Escape From Guantanamo Bay -2008 - Harold Amp- Kumar

Escape From Guantanamo Bay -2008 - Harold Amp- Kumar

NPH returns as the “extreme hetero” fictional version of himself, now addicted to cum and honey? It’s weird. It’s chaotic. It’s the funniest cameo in the franchise. Watching him fire a shotgun with a beer helmet on while screaming about “battleshits” is pure lunacy.

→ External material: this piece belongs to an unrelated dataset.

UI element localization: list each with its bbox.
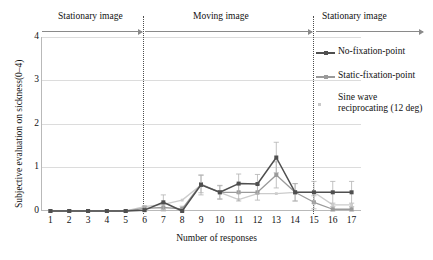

Release Date: April 25, 2008 Starring: John Cho, Kal Penn, Neil Patrick Harris Tagline: This time, they’re running from the joint. Harold Amp- Kumar Escape From Guantanamo Bay -2008

From there, the duo escapes (obviously) and spends the rest of the movie trying to clear their names while running through the Deep South, a Klan rally, and—naturally—the Texas home of George W. Bush. 1. The Political Satire is Surprisingly Sharp Yes, there is a joke about a “butt bong.” But there’s also a surprisingly smart critique of post-9/11 paranoia. The film argues that the only difference between a white kid with a bong and two brown kids with a bong is the color of their skin. It’s broad comedy, but the message lands: racial profiling is absurd, terrifying, and—in this universe—silly enough to escape from. NPH returns as the “extreme hetero” fictional version

3.5/4 Cheech & Chong posters Best paired with: A brownie. A strong one. And a willingness to laugh at the apocalypse. It’s the funniest cameo in the franchise

The 2004 original, White Castle , was a cult classic about the munchies. The 2008 sequel? It’s a raunchy, absurdist road trip that somehow has the audacity to turn a real-life American military prison into a punchline— The Plot (As If Logic Matters) Picking up immediately after the first film, Harold (John Cho) and Kumar (Kal Penn) are on a flight to Amsterdam to escape the drama (and a certain hungry raccoon). But when Kumar tries to light his new "homemade contraption" (a giant bong made from a water bottle) in the airplane bathroom, security mistakes it for a bomb.